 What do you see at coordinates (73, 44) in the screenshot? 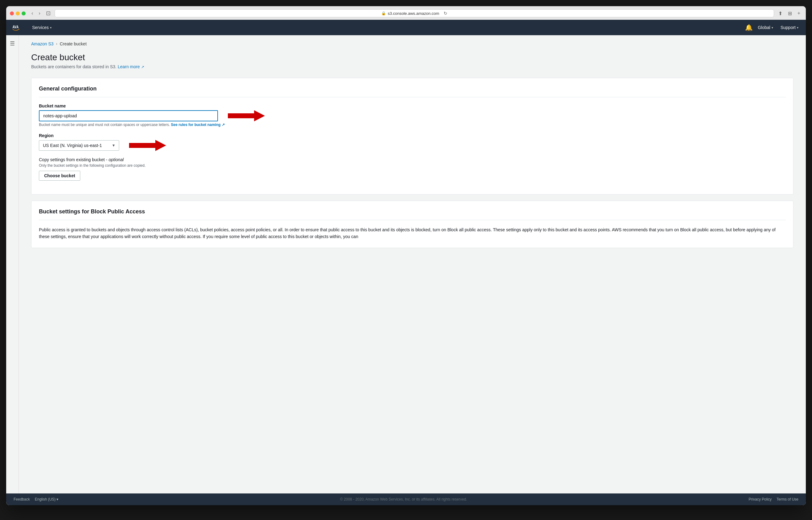
I see `breadcrumb-current: Create bucket` at bounding box center [73, 44].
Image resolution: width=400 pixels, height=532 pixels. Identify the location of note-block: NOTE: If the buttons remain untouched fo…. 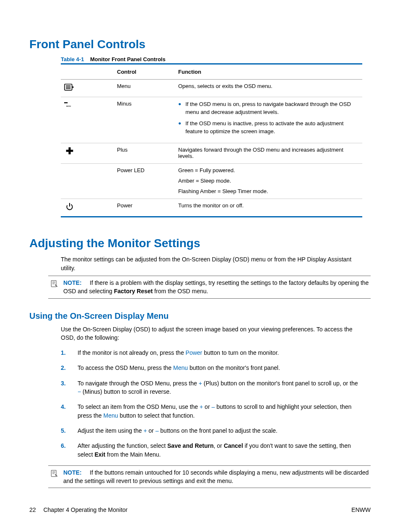
(210, 477).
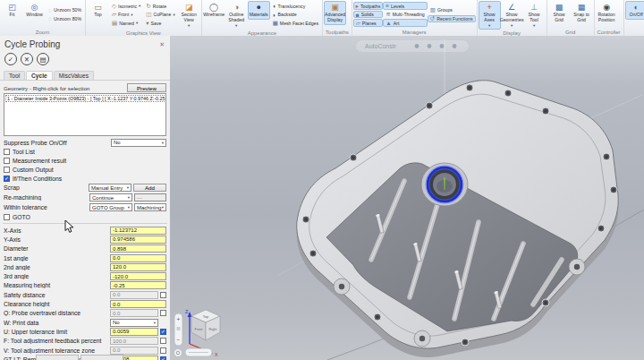 The height and width of the screenshot is (360, 644). I want to click on zoom-minus-button: −, so click(179, 340).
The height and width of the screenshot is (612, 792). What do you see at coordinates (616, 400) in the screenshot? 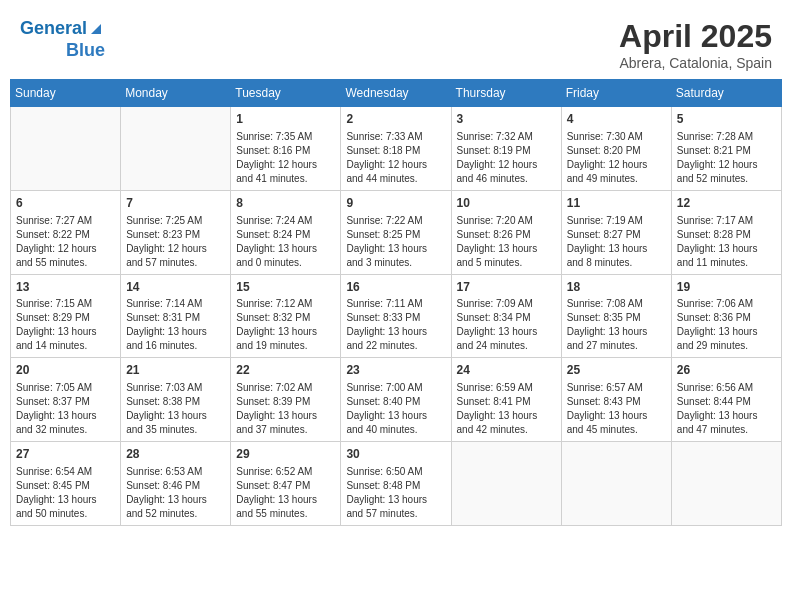
I see `calendar-cell: 25Sunrise: 6:57 AMSunset: 8:43 PMDayligh…` at bounding box center [616, 400].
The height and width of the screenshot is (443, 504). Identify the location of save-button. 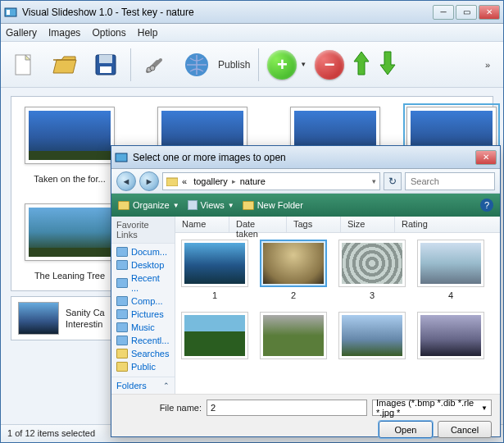
(106, 65).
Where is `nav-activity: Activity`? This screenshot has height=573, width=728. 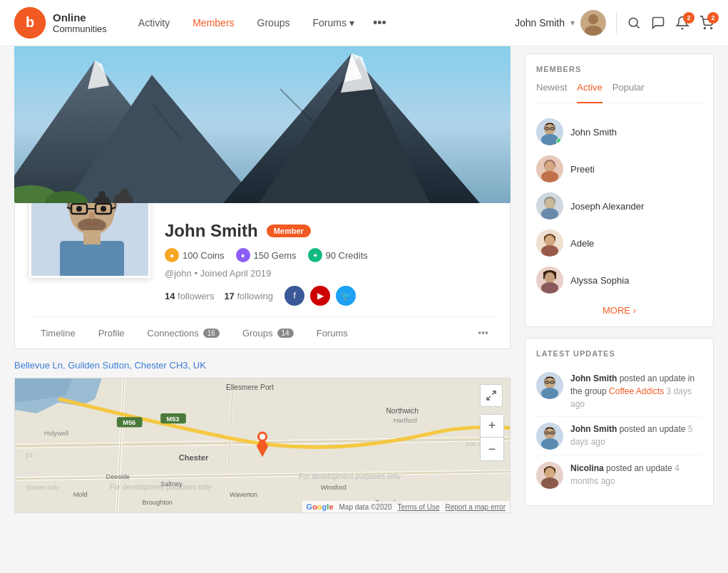 nav-activity: Activity is located at coordinates (154, 23).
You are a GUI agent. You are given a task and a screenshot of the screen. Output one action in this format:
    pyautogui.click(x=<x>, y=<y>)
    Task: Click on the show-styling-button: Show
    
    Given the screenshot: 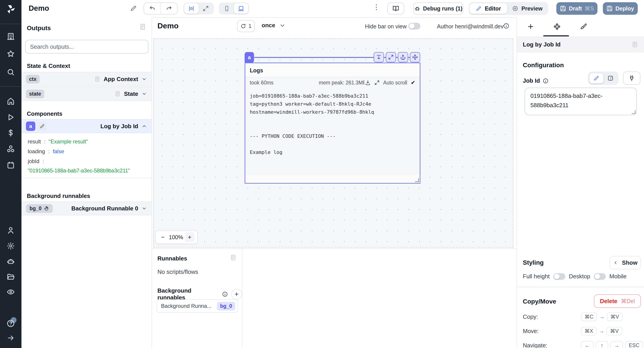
************
» **Task**
Reproduce, exactly and with no pictures, the lines from the line containing "pyautogui.click(x=<x>, y=<y>)" through the closing line of the data above, keeping both ends.

» **Answer section**
    pyautogui.click(x=<x>, y=<y>)
    Task: Click on the show-styling-button: Show
    
    Given the screenshot: 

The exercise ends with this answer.